Seven Metrics Sales Should Report, from the Field to the Board Room!

Do Your Metrics Enable Accurate Revenue Forecasting and Decision-Making?

As we head into the last third of the year and begin to experience another pullback in the economy, many Sales leaders are asking: Are we tracking the right metrics to gain visibility of future revenues and make critical decisions?

Unfortunately, in too many cases Sales Leaders’ metrics are flawed. They either track too many incoherent metrics, they track and report metrics inconsistently, or they do both.

Selecting Metrics

Luckily, it is relatively easy to solve this problem if you adopt the right principles on the way into discussions with your team.

First, it’s important to think about what metrics increase management’s ability to forecast revenue accurately over 30, 60, 90 days, and potentially beyond.

Second, it’s wise to utilize a small number of simple metrics, that everyone understands and the organization can track and report unfailingly.

Lastly, it is important to implement a set of metrics that enable tactical management conversations and decision-making up and down the management hierarchy, and between Sales and other departments upon which is dependent(such as Marketing and Customer Service).

The Critical Few

Our favorite metrics, which meet the above principles consistently across different types of business models, include:

  1. # of New Leads
  2. Conversion Rate of Leads into Proposals
  3. # and $ Value of: New, Renewal, and Penetration Opportunities by Stage in the Pipeline
  4. Sales Cycle Time by Stage in the Pipeline
  5. Conversion Rate of Opportunities by Stage in the Pipeline
  6. $ Revenue for New, Penetration, and Renewal Sales
  7. Total Cost of Sales/Total Gross Margin

Typically, these metrics would be tracked at various levels from corporate down to the sales territory.
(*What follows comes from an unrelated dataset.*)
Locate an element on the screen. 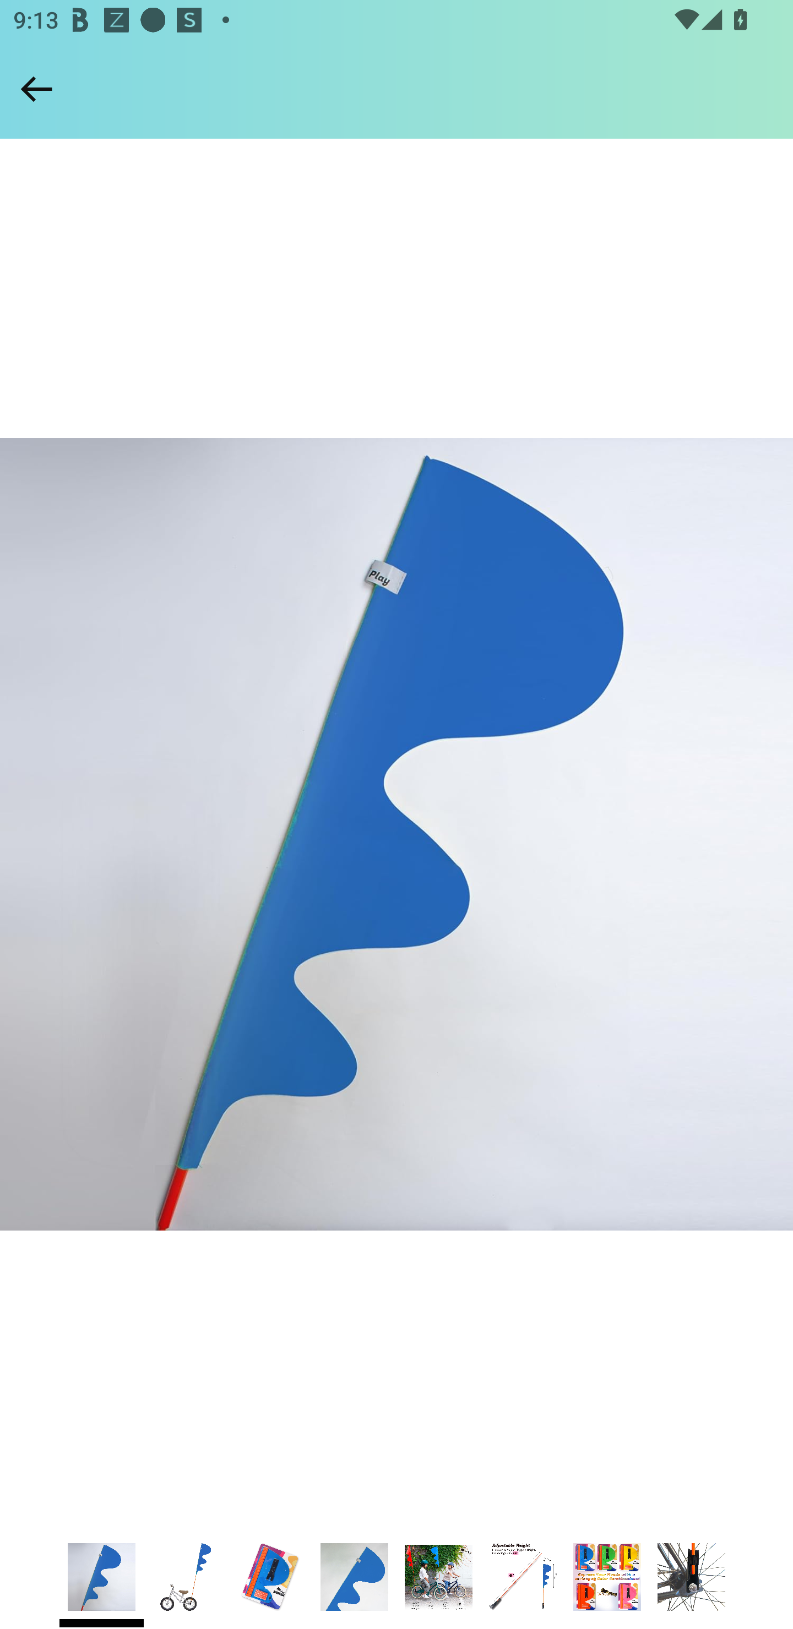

Similarly, they should be reported monthly and rolled up quarterly, semi-annually, and annually for trend assessments.

We find these metrics ideal because they provide the Sales Rep and the Board room with a complete and actionable picture of the Sales Model’s performance, including: the ability to forecast revenue accurately, early warning of changes in demand and rep performance issues, a sense of the company’s competitiveness in the market and the quality of customer relationships, and the overall efficiency of the sales force.

If you are working to refine, or have recently refined, your Sales metrics, we would like to hear from you. Please comment on this post, or send a Tweet.